A dog with no microchip, no ID tag. A door left open or a hole in the fence. Someone willing to do the right thing—get the dog off the street.
Now what? Is taking the lost canine to a local animal shelter the best way to reunite him with his owner? Is that where he will be safe? Is that where his parents will look first?
Or is it better to hold onto the dog, place signs around the neighborhood, post photos on social media, walk door to door?
Phillip Zimmerman, manager of the city’s Front Street Animal Shelter, likes the second option. So much so that he has instituted a “managed intake” policy at Front Street.
My husband and I noticed something amiss when our 13-year-old chihuahua mix, Tammy, was uninterested in breakfast. She was moving slowly, not the perky wide-eyed pooch spinning in circles for a morning treat.
I called our veterinarian’s office, assuming it would be booked for the day but hoping staff could squeeze us in. They couldn’t.
I reached out to six other veterinary clinics near our home in Wilhaggin. Only one was accepting new patients, but the wait was three weeks.
Sacramentans love their dogs. With two municipal animal shelters, a state-of-the-art SPCA, 22 off-leash dog parks and dozens of mutt-friendly restaurants, Sacramento canines are living big.
California law authorizes food facilities to allow pet dogs in outdoor dining areas as long as the city or county does not pass an ordinance prohibiting the pooches, and restaurant owners do not object. There must be a separate outdoor entrance and dogs must remain on leash and off chairs.
Highly adaptable and irresistibly adorable, raccoons abound in Sacramento. Mischievous, clever and cute, yes. But raccoons can quickly become nuisances when they take up room and board in your neighborhood.
Ask neighbors about raccoons and stories come tumbling out. Mike and Gail Johnson on 38th Street tell of raccoons using the cat door to access their home and finding their way to a jar of kibble in the kitchen. One unforgettable day, a raccoon followed by two kits charged Gail when she found herself between their exit and the food source. No more cat door.
Dominic is first to greet me when I push open the wooden gate. At 4 months old, this wiry-haired kid goat is playful, curious and sugar-coated. He was found tied up behind a business in Sacramento and taken to the Front Street Animal Shelter before making his way to Only Sunshine Sanctuary in the rural outskirts of Elverta.
Vegetables, a 5-month-old Jersey cow, nudges my thigh, his soft brown head begging to be scratched. “He’s like a giant puppy dog who loves to be petted,” says Kristy Venrick-Mardon, founder of Only Sunshine Sanctuary.
Nestled 40 feet high in the branches of a willow tree, the great horned owl scrutinizes her surroundings. Two chicks are barely visible within the confines of their twisted twig nest.

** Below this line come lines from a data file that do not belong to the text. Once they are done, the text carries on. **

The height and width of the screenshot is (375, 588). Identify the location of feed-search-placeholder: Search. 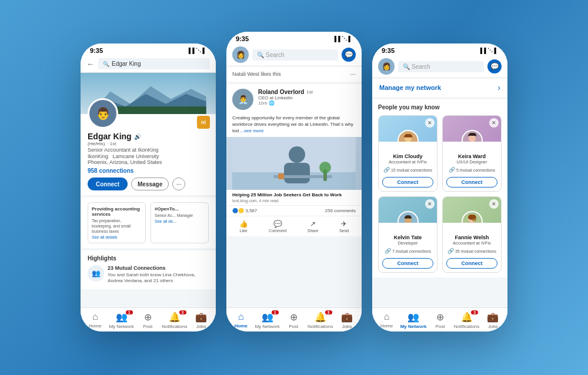
(275, 55).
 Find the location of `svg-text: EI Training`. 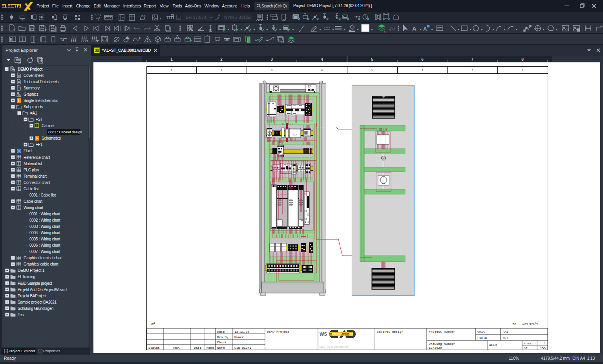

svg-text: EI Training is located at coordinates (27, 277).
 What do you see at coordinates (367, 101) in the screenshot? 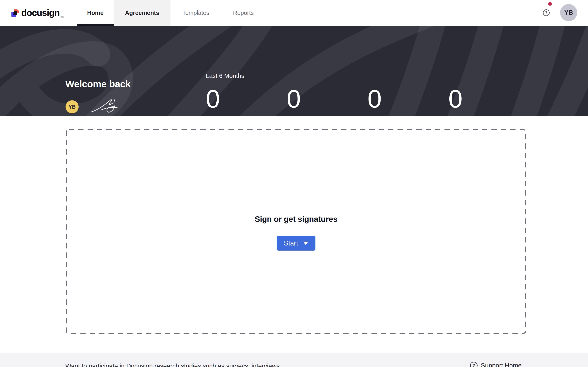
I see `stats-row: 0 Action Required 0 Waiting for Others 0…` at bounding box center [367, 101].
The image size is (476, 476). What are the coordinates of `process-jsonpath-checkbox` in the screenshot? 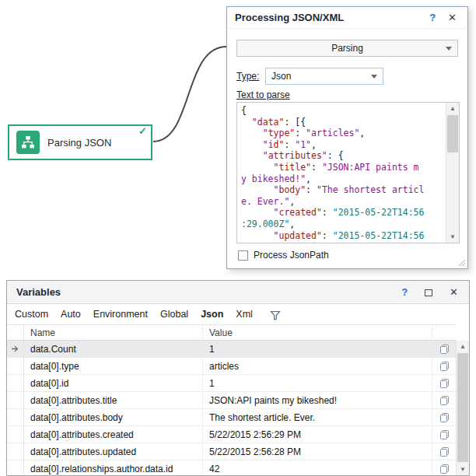 It's located at (243, 255).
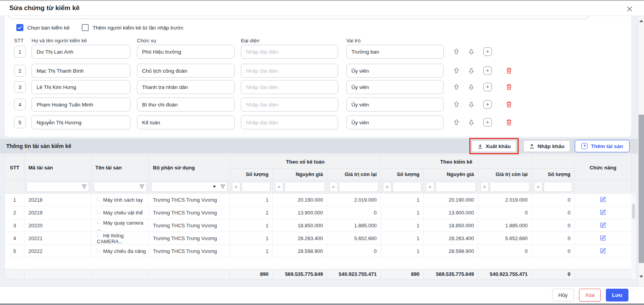 The width and height of the screenshot is (644, 305). I want to click on delete-button: Xóa, so click(590, 295).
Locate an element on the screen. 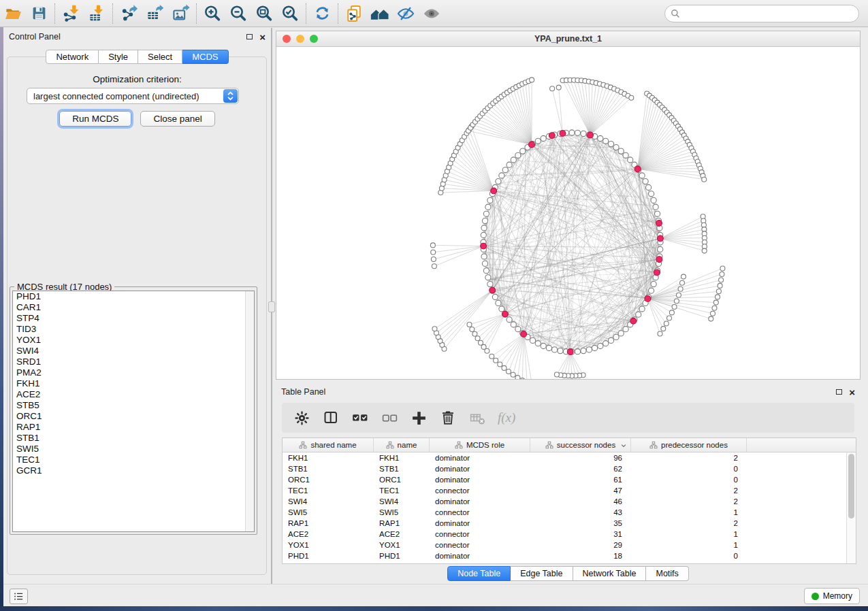 This screenshot has height=611, width=868. close-panel-icon: × is located at coordinates (852, 392).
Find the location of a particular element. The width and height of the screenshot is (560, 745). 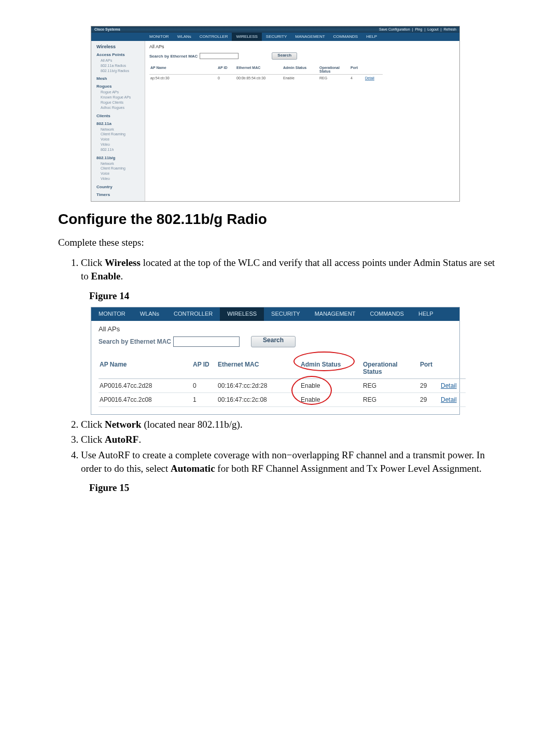

sidebar-sub-rogue-clients: Rogue Clients is located at coordinates (122, 103).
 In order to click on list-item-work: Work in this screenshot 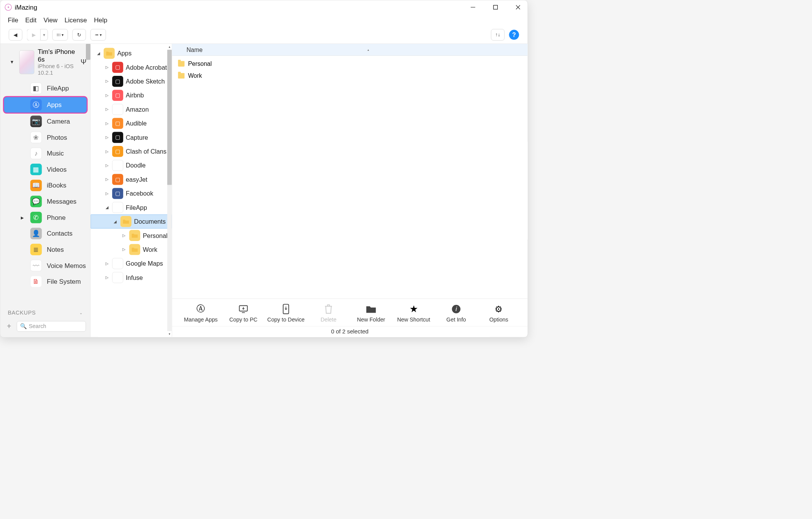, I will do `click(350, 75)`.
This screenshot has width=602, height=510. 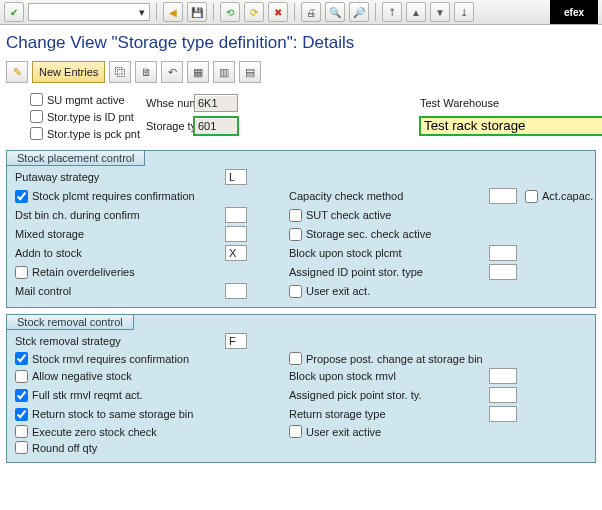 What do you see at coordinates (335, 12) in the screenshot?
I see `find-icon: 🔍` at bounding box center [335, 12].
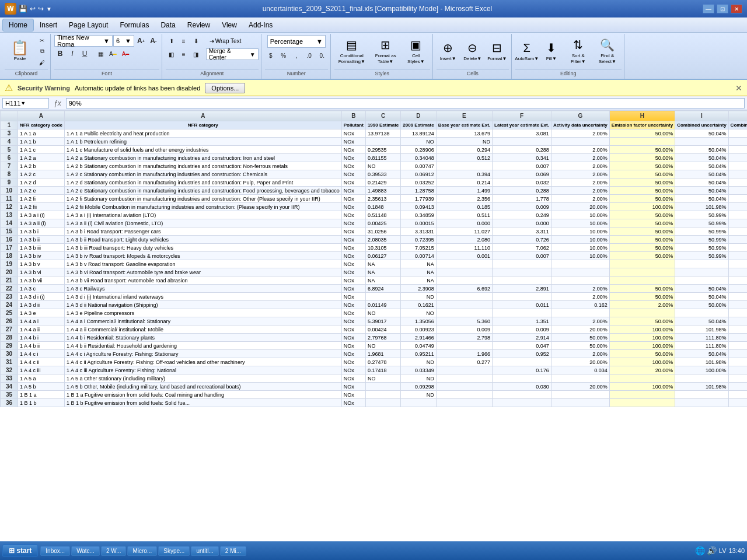 The height and width of the screenshot is (560, 747). I want to click on merge-center-selector: Merge & Center ▼, so click(232, 54).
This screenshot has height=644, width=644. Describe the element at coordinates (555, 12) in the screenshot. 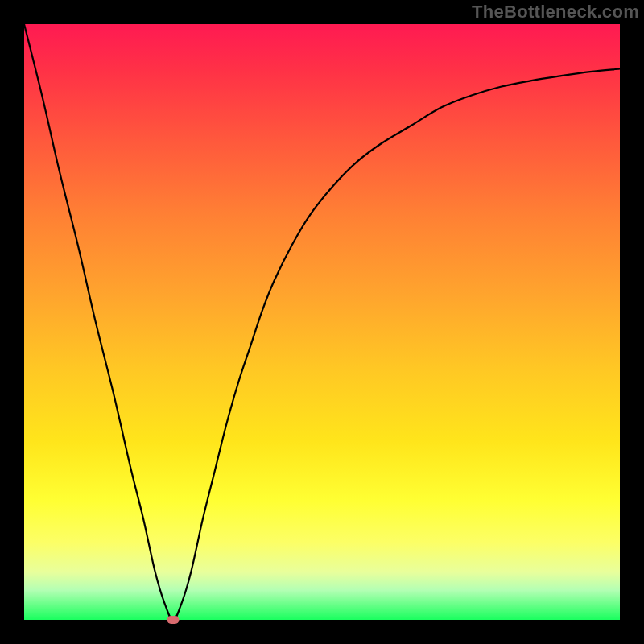

I see `watermark-text: TheBottleneck.com` at that location.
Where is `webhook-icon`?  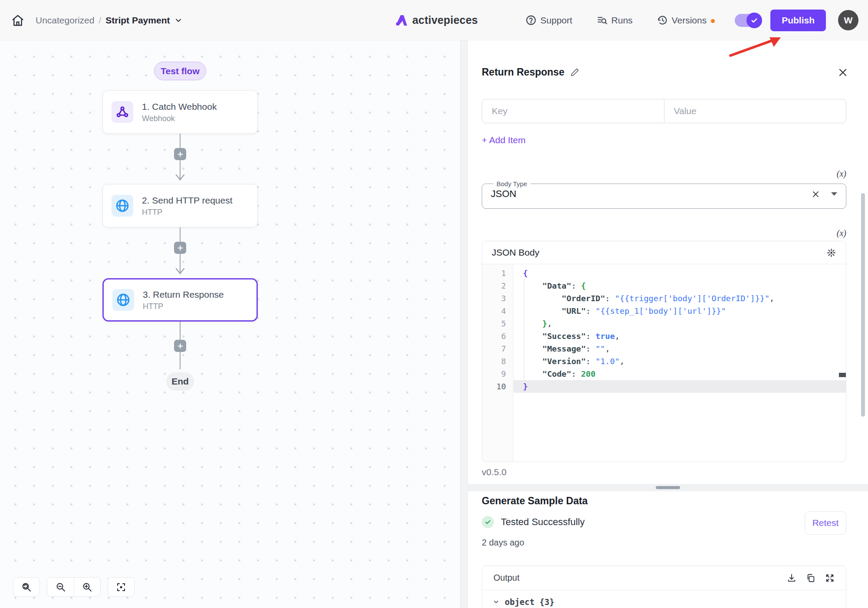 webhook-icon is located at coordinates (122, 112).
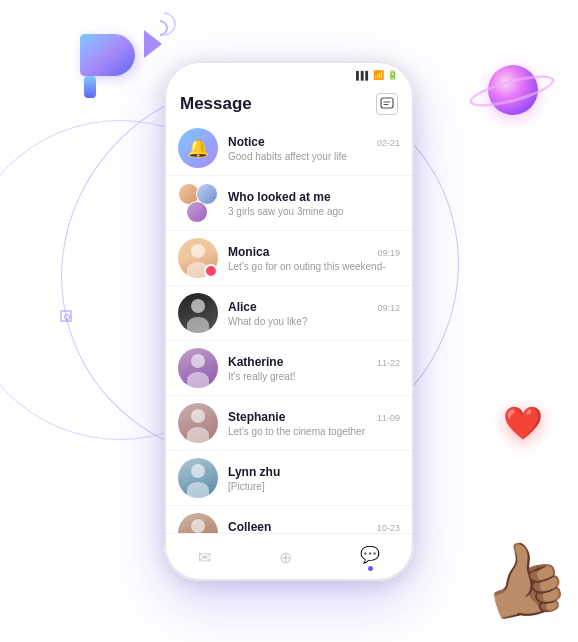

Despite her skyward proximity and camouflage feathers, the bird of prey comes into touchable view through a spotting scope. Her home, along with 200 other bird species, is the state-owned Yolo Bypass Wildlife Area. Stretching 16,000 acres across both sides of the Yolo Causeway along I-80 between Sacramento and Davis, the nature refuge is managed by the California Department of Fish and Wildlife for flood control, animal and habitat protection, recreation and education.